Honey Banana Bread landed on the menu unexpectedly. Wheels set the quart jar of thick amber liquid on the kitchen counter. Organic honey sold by the grandfather of a fellow employee. A quart jar!!!! That is more than we’ve used in the last five years total!!! A quick taste showed that it had a pleasant flavor, but not at all like the honey in the little squeezy bear. Well – love me a challenge (and Wheels is really good at bringing them on!) I hit the search engines.
According to honey.com, the website of the National Honey Board, “The 60,000 or so bees in a beehive may collectively travel as much as 55,000 miles and visit more than two million flowers to gather enough nectar to make just a pound of honey! The color and flavor of honey differ depending on the bees’ nectar source. . .”. The darker the honey, the more “robust” the flavor. Marveling, at all the time and energy that went into making a quart of honey, I was briefly sidetracked by the freebies on the site. They also have recipes, and one of them, inspired me to narrow my search down to banana bread. An inspiration furthered fueled by the slightly darkened bananas in the dining room fruit bowl.
Banana bread is a particularly personal recipe. And I didn’t have the whole wheat flour on hand that most recipes seem to think went with honey. Honey has 17 carbs per tablespoon, 5 more than a tablespoon of sugar. But it is also sweeter, meaning less is needed so the end result of choosing one vs the other is about the same. Some recipes called for both! Finally— yep – I took a bit from this recipe and a bit from that and mooshed them together! And the results were pretty tasty, if I do say so myself. But most of the credit goes to the honey flavor.
A couple of cautionary notes about banana bread: 1) Turn the oven on before making the recipe so it is preheated. I flake over this step on a lot of recipes, but it is important here. Grease your pans right after you turn the oven on. Getting the bread in the hot oven right away is important. 2) Mix the dry ingredients together before stirring them into the wet ingredients, so they are evenly distributed. You can do this by dumping them all in a pile on top of the wet ingredients and gently stirring them together before pulling in the wet ingredients. OR by mixing them together in another bowl before adding. These two notes are for the same reason. The leavening agent – baking soda- begins to work as soon as it gets wet in this recipe. You want the result to make the bread light as it bakes. Wasting the leavening power as the bread sets on the counter waiting for you to preheat, grease or stir it away makes a heavy, doughy product.
I also know most recipes say to bake this size recipe in a single 9×5 greased pan for 50-65 minutes. For me, most of the time this results in underdone loaves and big slices that I usually cut in half. I prefer smaller slices and a shorter baking time. With less batter in the pan, I also think the loaf bakes more evenly. If you want the bigger slice – be my guest! And nuts are another banana bread particular – at least in our house. Bytes will eat walnuts from the bag, but putting those same nuts in a recipe is a guarantee it will never cross his lips and sometimes, that’s a good thing. Do you know how much a big guy can inhale in a day?? Sometimes a few well placed nuts is a survival strategy. I digress – some people like nuts, some don’t. I had about a half cup of toasted walnuts that I tossed in one half of the dough – yum.
Eat plain, with a bit of butter or whipped cream cheese. Two loaves will yield about 36 half inch thick slices about 11 carbs each.
This recipe was featured at Kristen’s Creations and mentioned at Petite Hermine. Thank you!
- 2 cups flour
- 1 teaspoon baking soda
- ¼ teaspoon salt
- 1 teaspoon cinnamon
- ½ cup applesauce, sugar free or no sugar added
- ¾ cup honey
- 2 eggs
- 3 ripe / overripe bananas, mashed
- Preheat oven and lightly grease two 9×5 inch loaf pans.
- Mix together applesauce and honey.
- Mash bananas. Overripe bananas work well for this purpose.
- Add bananas and eggs to applesauce and honey mixture and mix until well blended.
- Add flour, baking soda, cinnamon and salt at the same time – do NOT stir ingredients in one at a time. Mix just until dry ingredients are moistened.
- Divide batter evenly between the two prepared pans.
- Bake at 350 degrees for 30-40 minutes, until a toothpick inserted into the center of the loaf comes out clean.
- Let bread cool 5-10 minutes in the pan and then turn out onto a wire rack.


- Task prompt:
If a line in the listing contains "html", copy it out whole.

- Recorded information:
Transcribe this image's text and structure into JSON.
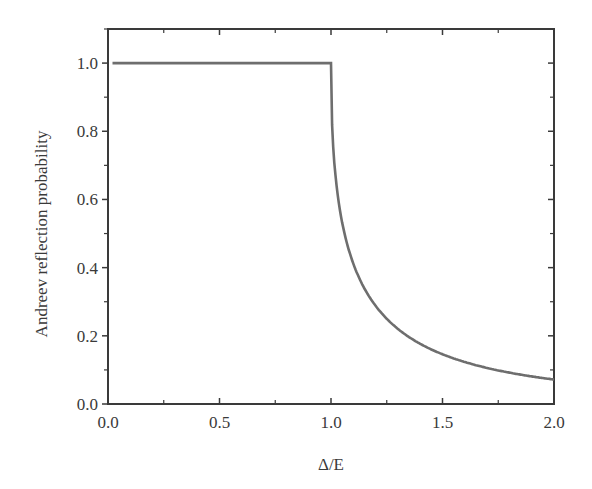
{
  "chart_data": {
    "type": "line",
    "title": "",
    "xlabel": "Δ/E",
    "ylabel": "Andreev reflection probability",
    "xlim": [
      0.0,
      2.0
    ],
    "ylim": [
      0.0,
      1.1
    ],
    "grid": false,
    "legend": null,
    "x_ticks": [
      "0.0",
      "0.5",
      "1.0",
      "1.5",
      "2.0"
    ],
    "x_tick_values": [
      0.0,
      0.5,
      1.0,
      1.5,
      2.0
    ],
    "y_ticks": [
      "0.0",
      "0.2",
      "0.4",
      "0.6",
      "0.8",
      "1.0"
    ],
    "y_tick_values": [
      0.0,
      0.2,
      0.4,
      0.6,
      0.8,
      1.0
    ],
    "series": [
      {
        "name": "Andreev reflection probability",
        "color": "#6e6e6e",
        "x": [
          0.02,
          0.25,
          0.5,
          0.75,
          0.98,
          1.0,
          1.02,
          1.05,
          1.1,
          1.15,
          1.2,
          1.3,
          1.4,
          1.5,
          1.6,
          1.7,
          1.8,
          1.9,
          2.0
        ],
        "y": [
          1.0,
          1.0,
          1.0,
          1.0,
          1.0,
          1.0,
          0.76,
          0.66,
          0.55,
          0.47,
          0.41,
          0.32,
          0.26,
          0.146,
          0.124,
          0.107,
          0.094,
          0.083,
          0.072
        ]
      }
    ]
  }
}
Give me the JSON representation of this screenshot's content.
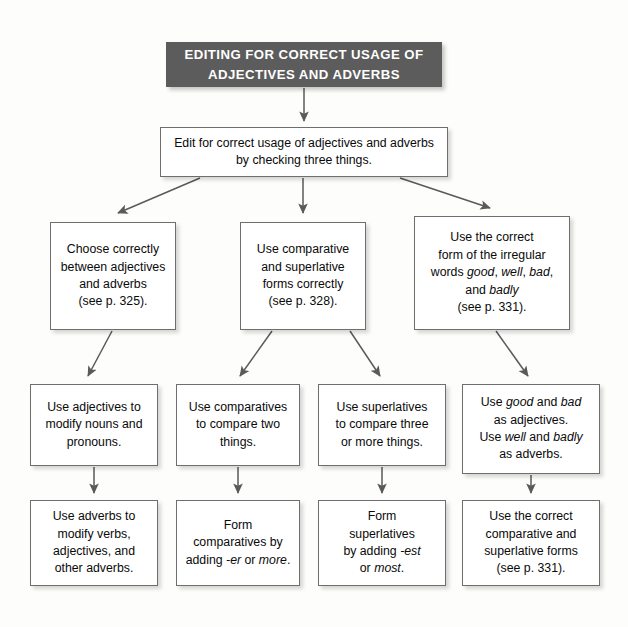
{
  "banner": {
    "title": "EDITING FOR CORRECT USAGE OF ADJECTIVES AND ADVERBS"
  },
  "nodes": {
    "root": "Edit for correct usage of adjectives and adverbs by checking three things.",
    "level2": [
      {
        "id": "choose-correctly",
        "html": "Choose correctly<br>between adjectives<br>and adverbs<br>(see p. 325).",
        "plain": "Choose correctly between adjectives and adverbs (see p. 325)."
      },
      {
        "id": "comparative-superlative",
        "html": "Use comparative<br>and superlative<br>forms correctly<br>(see p. 328).",
        "plain": "Use comparative and superlative forms correctly (see p. 328)."
      },
      {
        "id": "irregular-words",
        "html": "Use the correct<br>form of the irregular<br>words <i>good</i>, <i>well</i>, <i>bad</i>,<br>and <i>badly</i><br>(see p. 331).",
        "plain": "Use the correct form of the irregular words good, well, bad, and badly (see p. 331)."
      }
    ],
    "level3": [
      {
        "id": "adjectives-modify-nouns",
        "html": "Use adjectives to<br>modify nouns and<br>pronouns.",
        "plain": "Use adjectives to modify nouns and pronouns."
      },
      {
        "id": "comparatives-two-things",
        "html": "Use comparatives<br>to compare two<br>things.",
        "plain": "Use comparatives to compare two things."
      },
      {
        "id": "superlatives-three-things",
        "html": "Use superlatives<br>to compare three<br>or more things.",
        "plain": "Use superlatives to compare three or more things."
      },
      {
        "id": "good-bad-adjectives",
        "html": "Use <i>good</i> and <i>bad</i><br>as adjectives.<br>Use <i>well</i> and <i>badly</i><br>as adverbs.",
        "plain": "Use good and bad as adjectives. Use well and badly as adverbs."
      }
    ],
    "level4": [
      {
        "id": "adverbs-modify-verbs",
        "html": "Use adverbs to<br>modify verbs,<br>adjectives, and<br>other adverbs.",
        "plain": "Use adverbs to modify verbs, adjectives, and other adverbs."
      },
      {
        "id": "form-comparatives",
        "html": "Form<br>comparatives by<br>adding <i>-er</i> or <i>more</i>.",
        "plain": "Form comparatives by adding -er or more."
      },
      {
        "id": "form-superlatives",
        "html": "Form<br>superlatives<br>by adding <i>-est</i><br>or <i>most</i>.",
        "plain": "Form superlatives by adding -est or most."
      },
      {
        "id": "correct-comparative-superlative",
        "html": "Use the correct<br>comparative and<br>superlative forms<br>(see p. 331).",
        "plain": "Use the correct comparative and superlative forms (see p. 331)."
      }
    ]
  },
  "colors": {
    "banner_bg": "#5c5c5c",
    "banner_text": "#ffffff",
    "box_border": "#6e6e6e",
    "box_bg": "#ffffff",
    "connector": "#5a5a5a",
    "page_bg": "#fdfdfc"
  }
}
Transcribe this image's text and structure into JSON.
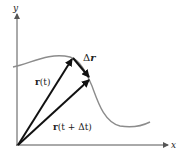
{
  "diagram": {
    "type": "vector-position-curve",
    "axes": {
      "x_label": "x",
      "y_label": "y"
    },
    "vectors": [
      {
        "name": "r(t)",
        "label_bold": "r",
        "label_rest": "(t)"
      },
      {
        "name": "r(t + Δt)",
        "label_bold": "r",
        "label_rest": "(t + Δt)"
      },
      {
        "name": "Δr",
        "label_prefix": "Δ",
        "label_bold": "r"
      }
    ],
    "colors": {
      "curve": "#8c8c8c",
      "vectors": "#111111",
      "axes": "#555555"
    }
  }
}
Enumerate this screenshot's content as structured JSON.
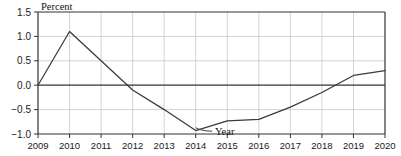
{
  "chart_data": {
    "type": "line",
    "title": "",
    "xlabel": "Year",
    "ylabel": "Percent",
    "x": [
      2009,
      2010,
      2011,
      2012,
      2013,
      2014,
      2015,
      2016,
      2017,
      2018,
      2019,
      2020
    ],
    "categories": [
      "2009",
      "2010",
      "2011",
      "2012",
      "2013",
      "2014",
      "2015",
      "2016",
      "2017",
      "2018",
      "2019",
      "2020"
    ],
    "values": [
      0.0,
      1.1,
      0.5,
      -0.1,
      -0.5,
      -0.93,
      -0.73,
      -0.7,
      -0.45,
      -0.15,
      0.2,
      0.3
    ],
    "series": [
      {
        "name": "Percent",
        "values": [
          0.0,
          1.1,
          0.5,
          -0.1,
          -0.5,
          -0.93,
          -0.73,
          -0.7,
          -0.45,
          -0.15,
          0.2,
          0.3
        ]
      }
    ],
    "ylim": [
      -1.0,
      1.5
    ],
    "xlim": [
      2009,
      2020
    ],
    "yticks": [
      1.5,
      1.0,
      0.5,
      0.0,
      -0.5,
      -1.0
    ],
    "ytick_labels": [
      "1.5",
      "1.0",
      "0.5",
      "0.0",
      "-0.5",
      "-1.0"
    ],
    "xticks": [
      2009,
      2010,
      2011,
      2012,
      2013,
      2014,
      2015,
      2016,
      2017,
      2018,
      2019,
      2020
    ],
    "xtick_labels": [
      "2009",
      "2010",
      "2011",
      "2012",
      "2013",
      "2014",
      "2015",
      "2016",
      "2017",
      "2018",
      "2019",
      "2020"
    ],
    "grid": true,
    "grid_axis": "both",
    "legend": false,
    "legend_position": "none",
    "zero_line": 0.0,
    "annotations": [
      {
        "text": "Year",
        "x": 2014.55,
        "y": -0.93,
        "leader_to_x": 2014.0,
        "leader_to_y": -0.93
      }
    ],
    "colors": {
      "line": "#3a3a3a",
      "grid": "#c8c8c8",
      "axis": "#333333",
      "zero_line": "#333333",
      "background": "#ffffff",
      "text": "#111111"
    }
  }
}
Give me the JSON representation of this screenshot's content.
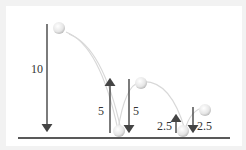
{
  "diagram": {
    "labels": {
      "drop1": "10",
      "rise1": "5",
      "drop2": "5",
      "rise2": "2.5",
      "drop3": "2.5"
    },
    "colors": {
      "arrow": "#444444",
      "ground": "#222222",
      "ball": "#e8e8e8",
      "path": "#d8d8d8",
      "background": "#ffffff",
      "border": "#f2f2f2"
    }
  }
}
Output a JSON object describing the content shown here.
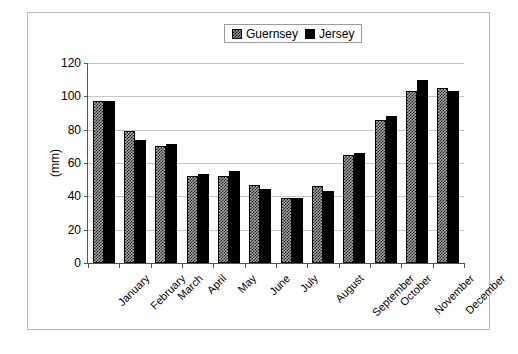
{
  "chart_data": {
    "type": "bar",
    "title": "",
    "xlabel": "",
    "ylabel": "(mm)",
    "ylim": [
      0,
      120
    ],
    "yticks": [
      0,
      20,
      40,
      60,
      80,
      100,
      120
    ],
    "grid": true,
    "legend_position": "top-center",
    "categories": [
      "January",
      "February",
      "March",
      "April",
      "May",
      "June",
      "July",
      "August",
      "September",
      "October",
      "November",
      "December"
    ],
    "series": [
      {
        "name": "Guernsey",
        "color": "#a8a8a8",
        "pattern": "checkered",
        "values": [
          97,
          79,
          70,
          52,
          52,
          47,
          39,
          46.5,
          65,
          86,
          103,
          105
        ]
      },
      {
        "name": "Jersey",
        "color": "#000000",
        "pattern": "solid",
        "values": [
          97,
          74,
          71.5,
          53.5,
          55,
          44.5,
          39,
          43,
          66,
          88,
          110,
          103.5
        ]
      }
    ]
  },
  "legend": {
    "entries": [
      {
        "label": "Guernsey",
        "swatch": "checkered-gray-swatch"
      },
      {
        "label": "Jersey",
        "swatch": "solid-black-swatch"
      }
    ]
  }
}
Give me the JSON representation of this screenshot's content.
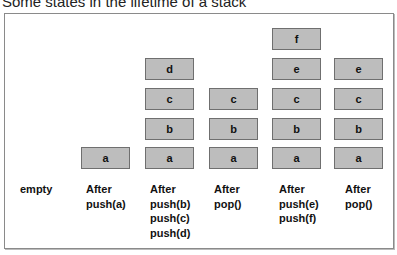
{
  "title": "Some states in the lifetime of a stack",
  "states": [
    {
      "label_lines": [
        "empty"
      ],
      "items": []
    },
    {
      "label_lines": [
        "After",
        "push(a)"
      ],
      "items": [
        "a"
      ]
    },
    {
      "label_lines": [
        "After",
        "push(b)",
        "push(c)",
        "push(d)"
      ],
      "items": [
        "a",
        "b",
        "c",
        "d"
      ]
    },
    {
      "label_lines": [
        "After",
        "pop()"
      ],
      "items": [
        "a",
        "b",
        "c"
      ]
    },
    {
      "label_lines": [
        "After",
        "push(e)",
        "push(f)"
      ],
      "items": [
        "a",
        "b",
        "c",
        "e",
        "f"
      ]
    },
    {
      "label_lines": [
        "After",
        "pop()"
      ],
      "items": [
        "a",
        "b",
        "c",
        "e"
      ]
    }
  ],
  "colors": {
    "box_fill": "#bdbdbd",
    "box_border": "#6f6f6f",
    "frame_border": "#8a8a8a"
  }
}
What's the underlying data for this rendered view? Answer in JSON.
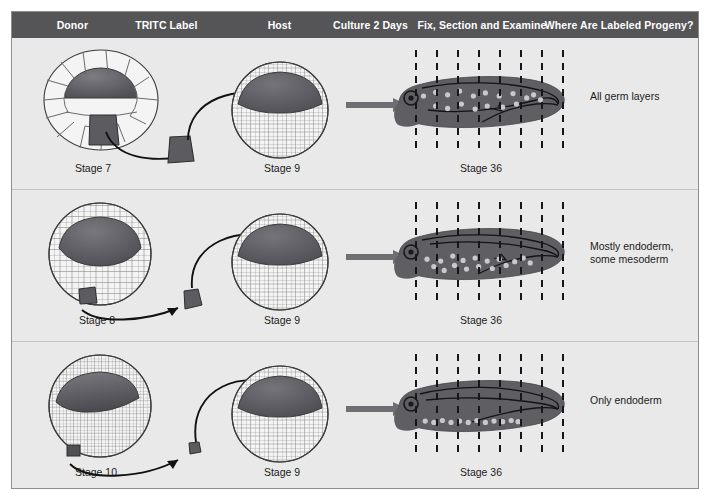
{
  "figure": {
    "background_color": "#e9e9e9",
    "header_color": "#555557",
    "embryo_dark_color": "#5b5b60",
    "tadpole_color": "#5e5e63",
    "arrow_color": "#6f6f73"
  },
  "header": {
    "columns": [
      {
        "label": "Donor",
        "center_pct": 8.8
      },
      {
        "label": "TRITC Label",
        "center_pct": 22.5
      },
      {
        "label": "Host",
        "center_pct": 38.9
      },
      {
        "label": "Culture 2 Days",
        "center_pct": 52.3
      },
      {
        "label": "Fix, Section and Examine",
        "center_pct": 68.6
      },
      {
        "label": "Where Are Labeled Progeny?",
        "center_pct": 88.5
      }
    ]
  },
  "rows": [
    {
      "id": "row-stage-7",
      "donor_stage": "Stage 7",
      "donor_type": "large-blastomeres",
      "host_stage": "Stage 9",
      "larva_stage": "Stage 36",
      "result": "All germ layers",
      "label_piece_size": "large",
      "section_lines": 8,
      "labeled_cells": [
        [
          0.16,
          0.42
        ],
        [
          0.23,
          0.36
        ],
        [
          0.23,
          0.58
        ],
        [
          0.3,
          0.4
        ],
        [
          0.3,
          0.62
        ],
        [
          0.37,
          0.34
        ],
        [
          0.38,
          0.55
        ],
        [
          0.45,
          0.42
        ],
        [
          0.46,
          0.63
        ],
        [
          0.52,
          0.37
        ],
        [
          0.53,
          0.58
        ],
        [
          0.6,
          0.42
        ],
        [
          0.62,
          0.6
        ],
        [
          0.68,
          0.38
        ],
        [
          0.7,
          0.55
        ],
        [
          0.76,
          0.45
        ],
        [
          0.8,
          0.4
        ],
        [
          0.84,
          0.48
        ]
      ]
    },
    {
      "id": "row-stage-8",
      "donor_stage": "Stage 8",
      "donor_type": "medium-blastomeres",
      "host_stage": "Stage 9",
      "larva_stage": "Stage 36",
      "result": "Mostly endoderm,\nsome mesoderm",
      "label_piece_size": "medium",
      "section_lines": 8,
      "labeled_cells": [
        [
          0.18,
          0.6
        ],
        [
          0.22,
          0.72
        ],
        [
          0.26,
          0.63
        ],
        [
          0.28,
          0.78
        ],
        [
          0.33,
          0.55
        ],
        [
          0.34,
          0.7
        ],
        [
          0.39,
          0.62
        ],
        [
          0.41,
          0.76
        ],
        [
          0.46,
          0.58
        ],
        [
          0.48,
          0.72
        ],
        [
          0.53,
          0.63
        ],
        [
          0.56,
          0.75
        ],
        [
          0.6,
          0.6
        ],
        [
          0.64,
          0.7
        ],
        [
          0.69,
          0.64
        ],
        [
          0.74,
          0.58
        ],
        [
          0.78,
          0.66
        ]
      ]
    },
    {
      "id": "row-stage-10",
      "donor_stage": "Stage 10",
      "donor_type": "small-blastomeres",
      "host_stage": "Stage 9",
      "larva_stage": "Stage 36",
      "result": "Only endoderm",
      "label_piece_size": "small",
      "section_lines": 8,
      "labeled_cells": [
        [
          0.17,
          0.76
        ],
        [
          0.22,
          0.78
        ],
        [
          0.27,
          0.75
        ],
        [
          0.32,
          0.78
        ],
        [
          0.37,
          0.76
        ],
        [
          0.42,
          0.78
        ],
        [
          0.47,
          0.75
        ],
        [
          0.52,
          0.78
        ],
        [
          0.57,
          0.76
        ],
        [
          0.62,
          0.77
        ],
        [
          0.67,
          0.75
        ],
        [
          0.71,
          0.77
        ]
      ]
    }
  ]
}
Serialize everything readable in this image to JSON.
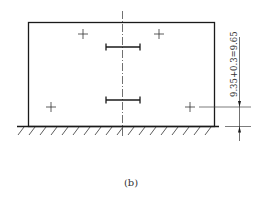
{
  "diagram": {
    "dimension_label": "9.35+0.3=9.65",
    "caption": "(b)",
    "colors": {
      "line": "#1a1a1a",
      "background": "#ffffff"
    }
  }
}
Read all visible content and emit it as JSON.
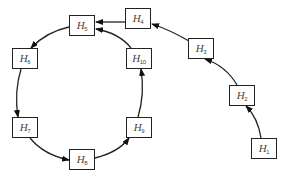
{
  "diagram": {
    "type": "directed-graph",
    "nodes": [
      {
        "id": "H1",
        "base": "H",
        "sub": "1",
        "x": 251,
        "y": 138
      },
      {
        "id": "H2",
        "base": "H",
        "sub": "2",
        "x": 229,
        "y": 85
      },
      {
        "id": "H3",
        "base": "H",
        "sub": "3",
        "x": 188,
        "y": 38
      },
      {
        "id": "H4",
        "base": "H",
        "sub": "4",
        "x": 125,
        "y": 8
      },
      {
        "id": "H5",
        "base": "H",
        "sub": "5",
        "x": 69,
        "y": 15
      },
      {
        "id": "H6",
        "base": "H",
        "sub": "6",
        "x": 12,
        "y": 48
      },
      {
        "id": "H7",
        "base": "H",
        "sub": "7",
        "x": 12,
        "y": 117
      },
      {
        "id": "H8",
        "base": "H",
        "sub": "8",
        "x": 69,
        "y": 149
      },
      {
        "id": "H9",
        "base": "H",
        "sub": "9",
        "x": 126,
        "y": 117
      },
      {
        "id": "H10",
        "base": "H",
        "sub": "10",
        "x": 126,
        "y": 48
      }
    ],
    "edges": [
      {
        "from": "H1",
        "to": "H2"
      },
      {
        "from": "H2",
        "to": "H3"
      },
      {
        "from": "H3",
        "to": "H4"
      },
      {
        "from": "H4",
        "to": "H5"
      },
      {
        "from": "H5",
        "to": "H6"
      },
      {
        "from": "H6",
        "to": "H7"
      },
      {
        "from": "H7",
        "to": "H8"
      },
      {
        "from": "H8",
        "to": "H9"
      },
      {
        "from": "H9",
        "to": "H10"
      },
      {
        "from": "H10",
        "to": "H5"
      }
    ],
    "colors": {
      "stroke": "#222222",
      "label": "#444444",
      "background": "#ffffff"
    }
  }
}
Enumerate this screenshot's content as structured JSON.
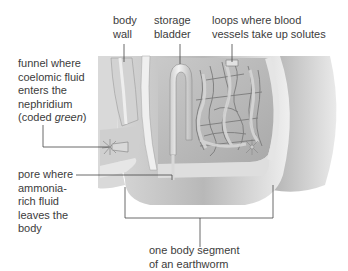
{
  "figure": {
    "colors": {
      "background": "#ffffff",
      "label_text": "#3c3c3c",
      "leader_line": "#444444",
      "tissue_light": "#e4e4e4",
      "tissue_mid": "#bdbdbd",
      "tissue_dark": "#8f8f8f"
    }
  },
  "labels": {
    "body_wall": {
      "lines": [
        "body",
        "wall"
      ]
    },
    "storage_bladder": {
      "lines": [
        "storage",
        "bladder"
      ]
    },
    "loops": {
      "lines": [
        "loops where blood",
        "vessels take up solutes"
      ]
    },
    "funnel": {
      "lines": [
        "funnel where",
        "coelomic fluid",
        "enters the",
        "nephridium"
      ],
      "last_line_prefix": "(coded ",
      "last_line_italic": "green",
      "last_line_suffix": ")"
    },
    "pore": {
      "lines": [
        "pore where",
        "ammonia-",
        "rich fluid",
        "leaves the",
        "body"
      ]
    },
    "segment": {
      "lines": [
        "one body segment",
        "of an earthworm"
      ]
    }
  }
}
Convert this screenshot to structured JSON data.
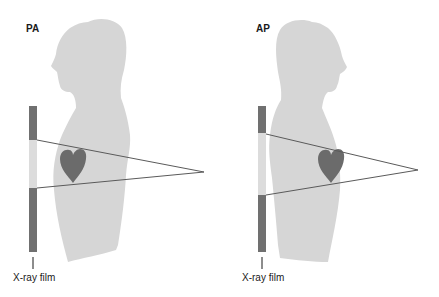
{
  "colors": {
    "body": "#d6d6d6",
    "heart": "#6b6b6b",
    "film_dark": "#707070",
    "film_light": "#dcdcdc",
    "beam": "#5a5a5a",
    "text": "#1a1a1a"
  },
  "panels": [
    {
      "label": "PA",
      "film_label": "X-ray film",
      "facing": "left"
    },
    {
      "label": "AP",
      "film_label": "X-ray film",
      "facing": "right"
    }
  ]
}
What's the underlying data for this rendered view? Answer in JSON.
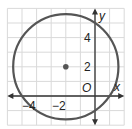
{
  "diagram": {
    "type": "coordinate-plane-circle",
    "grid": {
      "xmin": -6,
      "xmax": 2,
      "ymin": -2,
      "ymax": 6,
      "step": 1
    },
    "circle": {
      "center": [
        -2,
        2
      ],
      "radius_squared": 13,
      "stroke": "#555555"
    },
    "center_point": {
      "x": -2,
      "y": 2,
      "color": "#555555"
    },
    "axis_labels": {
      "x": "x",
      "y": "y",
      "origin": "O"
    },
    "tick_labels": {
      "x": [
        {
          "value": -4,
          "text": "−4"
        },
        {
          "value": -2,
          "text": "−2"
        }
      ],
      "y": [
        {
          "value": 2,
          "text": "2"
        },
        {
          "value": 4,
          "text": "4"
        }
      ]
    },
    "colors": {
      "grid": "#d9d9d9",
      "axis": "#333333",
      "circle": "#555555"
    }
  }
}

- Answer space:
        "html": "Choose correctly<br>between adjectives<br>and adverbs<br>(see p. 325).",
        "html": "Use comparative<br>and superlative<br>forms correctly<br>(see p. 328).",
        "html": "Use the correct<br>form of the irregular<br>words <i>good</i>, <i>well</i>, <i>bad</i>,<br>and <i>badly</i><br>(see p. 331).",
        "html": "Use adjectives to<br>modify nouns and<br>pronouns.",
        "html": "Use comparatives<br>to compare two<br>things.",
        "html": "Use superlatives<br>to compare three<br>or more things.",
        "html": "Use <i>good</i> and <i>bad</i><br>as adjectives.<br>Use <i>well</i> and <i>badly</i><br>as adverbs.",
        "html": "Use adverbs to<br>modify verbs,<br>adjectives, and<br>other adverbs.",
        "html": "Form<br>comparatives by<br>adding <i>-er</i> or <i>more</i>.",
        "html": "Form<br>superlatives<br>by adding <i>-est</i><br>or <i>most</i>.",
        "html": "Use the correct<br>comparative and<br>superlative forms<br>(see p. 331).",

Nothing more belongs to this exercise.